Speaking of changes God made in his "administration" or "dispensations" the difference between Leviticus 12: 3 - and also Genesis 17: 11 - and Deuteronomy 10: 16, Deuteronomy 30: 6, Jeremiah 4: 4, and especially Romans 2: 28-29 is one change as part of a remaking or larger change. It is the change God made from that which is physical and literal to that which is spiritual. Interestingly , he made this remaking or big change, from the physical to the spiritual at the same time he began to bring in non-Jews to himself.
"And in the eighth day the flesh of his foreskin shall be circumcised." Leviticus 12: 3
Leviticus 12: 3 is part of that which is physical and literal.
"Circumcise therefore the foreskin of your heart, and be no more stiffnecked." Deuteronomy 10: 16
"And the LORD thy God will circumcise thine heart, and the heart of thy seed, to love the LORD thy God with all thine heart, and with all thy soul, that thou mayest live." Deuteronomy 30: 6
"Circumcise yourselves to the LORD, and take away the foreskins of your heart, ye men of Judah and inhabitants of Jerusalem: lest my fury come forth like fire, and burn that none can quench it, because of the evil of your doings." Jeremiah 4: 4
Then in Romans 2: 28-29 Paul says "For he is not a Jew, which is one outwardly; neither is that circumcision, which is outward in the flesh: 29. But he is a Jew, which is one inwardly; and circumcision is that of the heart, in the spirit, and not in the letter; whose praise is not of men, but of God."
Deuteronomy 10: 16, Deuteronomy 30: 6, Jeremiah 4: 4 and Romans 2: 28-29 are part of that which is spiritual after the remaking in Christ and by Christ.
Literal circumcision was just a shadow, as in Colossians 2: 16-17, of that substance which was to come when Jesus Christ appeared, the "circumcision" of the heart, being born again in Christ, so the soul could live eternally with Christ?
One way of looking at the difference between scripture and dispensationalism is to find out how each deals with this remaking by God which is from that which is physical to that which is spiritual.
But many dispensationalists will answer this by saying that dispensationalism does not advocate circumcision, and in this answer they are staying within the literal mindset. Dispensationalism holds on to that which is physical in other ways, such as in believing that God still honors the Old Covenant physical bloodline and/or still holds to the land promises in the Old Covenant. There are other ways in which dispensationalism holds on to the physical and literal which in the remaking (Jeremiah 18: 4) is revealed to be mere shadows of the substance which is Christ, his Gospel, being born again of Him and his Gospel.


> Exercise aim: Return every line of the data below that includes the string "Rate".

[Saved entries]
/---

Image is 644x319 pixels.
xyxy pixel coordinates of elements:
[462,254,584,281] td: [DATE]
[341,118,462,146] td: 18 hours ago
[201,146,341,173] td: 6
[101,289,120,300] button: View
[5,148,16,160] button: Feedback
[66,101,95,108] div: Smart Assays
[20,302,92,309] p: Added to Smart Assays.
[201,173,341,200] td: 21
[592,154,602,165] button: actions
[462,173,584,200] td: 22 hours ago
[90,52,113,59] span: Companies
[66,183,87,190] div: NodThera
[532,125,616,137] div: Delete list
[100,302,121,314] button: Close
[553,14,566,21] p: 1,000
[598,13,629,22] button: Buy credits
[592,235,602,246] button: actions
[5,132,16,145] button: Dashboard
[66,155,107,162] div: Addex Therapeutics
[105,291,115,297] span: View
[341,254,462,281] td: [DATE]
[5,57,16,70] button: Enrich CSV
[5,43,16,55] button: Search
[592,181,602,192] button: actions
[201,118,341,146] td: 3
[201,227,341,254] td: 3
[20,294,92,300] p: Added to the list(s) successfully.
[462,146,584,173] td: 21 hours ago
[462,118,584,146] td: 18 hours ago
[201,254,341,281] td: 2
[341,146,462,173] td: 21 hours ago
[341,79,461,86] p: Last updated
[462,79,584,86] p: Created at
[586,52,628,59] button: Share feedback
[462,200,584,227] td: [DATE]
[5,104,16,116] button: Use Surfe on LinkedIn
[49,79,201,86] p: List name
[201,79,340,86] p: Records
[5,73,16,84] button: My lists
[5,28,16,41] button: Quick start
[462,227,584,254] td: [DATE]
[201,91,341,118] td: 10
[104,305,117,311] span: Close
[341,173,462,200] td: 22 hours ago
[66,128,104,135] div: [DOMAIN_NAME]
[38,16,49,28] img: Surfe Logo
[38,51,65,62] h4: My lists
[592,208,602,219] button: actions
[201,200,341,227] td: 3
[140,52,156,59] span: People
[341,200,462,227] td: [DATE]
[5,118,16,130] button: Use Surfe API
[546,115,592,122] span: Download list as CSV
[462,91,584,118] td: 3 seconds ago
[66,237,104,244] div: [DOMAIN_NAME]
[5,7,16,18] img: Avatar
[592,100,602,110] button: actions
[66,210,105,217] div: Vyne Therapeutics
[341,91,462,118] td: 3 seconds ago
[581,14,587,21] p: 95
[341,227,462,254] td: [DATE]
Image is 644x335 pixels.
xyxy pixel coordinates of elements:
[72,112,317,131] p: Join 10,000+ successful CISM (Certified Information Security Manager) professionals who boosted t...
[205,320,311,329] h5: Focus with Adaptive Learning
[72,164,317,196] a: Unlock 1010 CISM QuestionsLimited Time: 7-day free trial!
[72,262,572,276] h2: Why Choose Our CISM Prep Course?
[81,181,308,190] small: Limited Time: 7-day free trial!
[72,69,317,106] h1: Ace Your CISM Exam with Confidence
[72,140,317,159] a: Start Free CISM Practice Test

\---
/---

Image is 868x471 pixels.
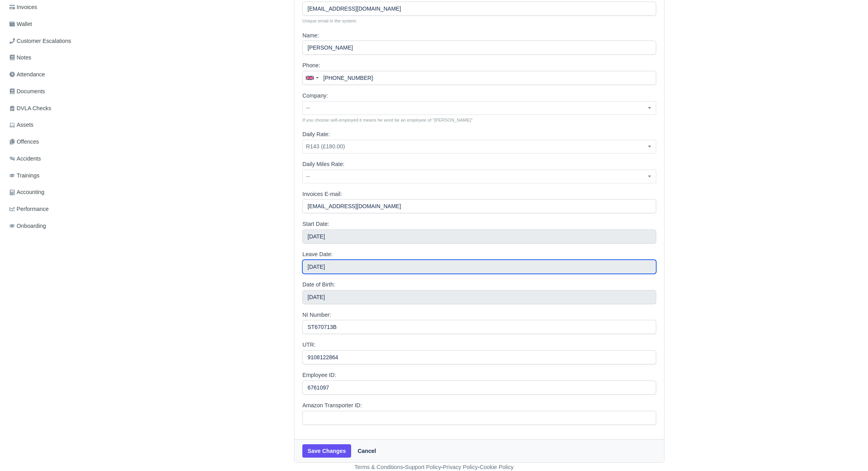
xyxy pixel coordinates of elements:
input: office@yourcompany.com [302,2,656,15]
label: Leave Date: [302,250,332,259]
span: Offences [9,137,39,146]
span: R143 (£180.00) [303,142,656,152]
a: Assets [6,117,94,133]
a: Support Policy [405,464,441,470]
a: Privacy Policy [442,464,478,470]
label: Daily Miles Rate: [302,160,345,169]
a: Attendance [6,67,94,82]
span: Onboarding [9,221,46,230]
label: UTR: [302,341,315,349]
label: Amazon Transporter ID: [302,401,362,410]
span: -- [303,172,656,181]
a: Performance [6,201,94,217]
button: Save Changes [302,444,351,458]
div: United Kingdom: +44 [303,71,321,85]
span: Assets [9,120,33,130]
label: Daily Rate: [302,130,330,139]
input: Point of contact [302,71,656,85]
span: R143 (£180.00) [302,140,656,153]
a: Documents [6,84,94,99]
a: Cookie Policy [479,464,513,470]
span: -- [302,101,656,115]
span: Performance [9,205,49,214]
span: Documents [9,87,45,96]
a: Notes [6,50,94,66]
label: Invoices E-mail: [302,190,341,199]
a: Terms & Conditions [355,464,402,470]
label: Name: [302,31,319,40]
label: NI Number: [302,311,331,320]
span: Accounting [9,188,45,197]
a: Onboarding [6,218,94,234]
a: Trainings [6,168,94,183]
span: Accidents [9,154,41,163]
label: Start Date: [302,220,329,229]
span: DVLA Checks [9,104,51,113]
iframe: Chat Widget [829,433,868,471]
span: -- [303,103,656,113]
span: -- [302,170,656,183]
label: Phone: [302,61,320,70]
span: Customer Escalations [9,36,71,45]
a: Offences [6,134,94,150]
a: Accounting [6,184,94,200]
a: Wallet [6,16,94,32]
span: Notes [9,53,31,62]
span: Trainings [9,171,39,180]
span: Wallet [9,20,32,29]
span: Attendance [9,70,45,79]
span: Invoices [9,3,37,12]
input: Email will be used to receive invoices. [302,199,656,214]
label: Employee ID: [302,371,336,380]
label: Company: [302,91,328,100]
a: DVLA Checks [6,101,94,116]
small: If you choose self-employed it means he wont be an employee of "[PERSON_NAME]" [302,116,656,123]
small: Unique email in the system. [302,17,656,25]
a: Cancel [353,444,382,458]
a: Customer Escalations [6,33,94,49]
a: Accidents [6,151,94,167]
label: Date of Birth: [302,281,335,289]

\---

> Answer box:
label: Daily Miles Rate: [302,160,345,169]
label: Daily Rate: [302,130,330,139]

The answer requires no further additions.